COGNITIVE GENRE PROTOTYPE MODELLING AND ITS IMPLICATIONS FOR THE TEACHING OF ACADEMIC WRITING TO LEARNERS OF ENGLISH AS A SECOND LANGUAGE
Keywords:
Keywords: cognitive genre theory; prototype semantics; academic writing pedagogy; English for Academic Purposes; second language acquisition; schema- based instruction.Abstract
Abstract
The teaching of academic writing to learners of English as a second language
has long been preoccupied with two competing concerns: faithful reproduction of the
formal conventions of established scholarly genres, and the development of learner
agency and rhetorical creativity. This paper proposes an integrative theoretical
framework — Cognitive Genre Prototype Modelling (CGPM) — that draws on Eleanor
Rosch’s prototype theory, John Swales’ move-step analysis, and contemporary
cognitive accounts of genre to reconceptualise genre knowledge as a structured mental
representation organised around prototypical exemplars rather than rigid sets of
necessary and sufficient features. The study reports findings from an eight-week
pedagogical intervention conducted with thirty intermediate-level ESL learners
enrolled in a university-based English for Academic Purposes (EAP) programme, and
contrasts these outcomes with those of a comparable control group receiving
conventional genre-based instruction. Analytic comparison of pre- and post-
intervention texts, supplemented by questionnaire data and semi-structured interviews,
indicates that learners exposed to CGPM demonstrated stronger rhetorical structuring,
greater discoursal flexibility, and an enhanced metacognitive vocabulary for describing
their own writing decisions. The paper concludes by outlining implications for syllabus
design, materials development, teacher education, and the assessment of academic
writing in second-language settings.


■ Exercise
Every line containing the word "ffffff" must be pulled from the records.
--- Provided entries ---
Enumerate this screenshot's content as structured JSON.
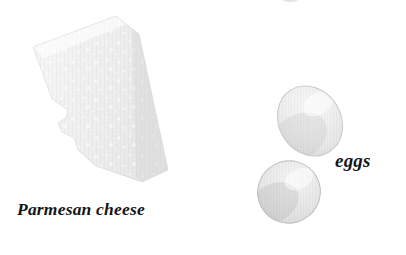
{
  "scene": {
    "width": 406,
    "height": 255,
    "background_color": "#ffffff",
    "kind": "food-ingredient-illustration"
  },
  "labels": {
    "parmesan": "Parmesan cheese",
    "eggs": "eggs"
  },
  "objects": [
    {
      "name": "parmesan-cheese-wedge",
      "label": "Parmesan cheese",
      "shape": "irregular-polygon-wedge",
      "fill_color": "#eeeeee",
      "shade_color": "#dcdcdc",
      "highlight_color": "#fbfbfb",
      "bounds": {
        "x": 32,
        "y": 15,
        "width": 137,
        "height": 168
      }
    },
    {
      "name": "egg-upper",
      "label": "eggs",
      "shape": "ellipse",
      "fill_color": "#ececec",
      "shade_color": "#c9c9c9",
      "highlight_color": "#fafafa",
      "center": {
        "x": 310,
        "y": 121
      },
      "size": {
        "width": 62,
        "height": 73
      },
      "rotation_deg": -32
    },
    {
      "name": "egg-lower",
      "label": "eggs",
      "shape": "ellipse",
      "fill_color": "#e4e4e4",
      "shade_color": "#bcbcbc",
      "highlight_color": "#f6f6f6",
      "center": {
        "x": 289,
        "y": 192
      },
      "size": {
        "width": 63,
        "height": 62
      },
      "rotation_deg": -28
    }
  ],
  "colors": {
    "background": "#ffffff",
    "text": "#151515",
    "cheese_fill": "#eeeeee",
    "egg_fill": "#ececec",
    "egg_shadow": "#c9c9c9"
  }
}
---
■ Response for this exercise
    "background_color": "#ffffff",
    "background": "#ffffff",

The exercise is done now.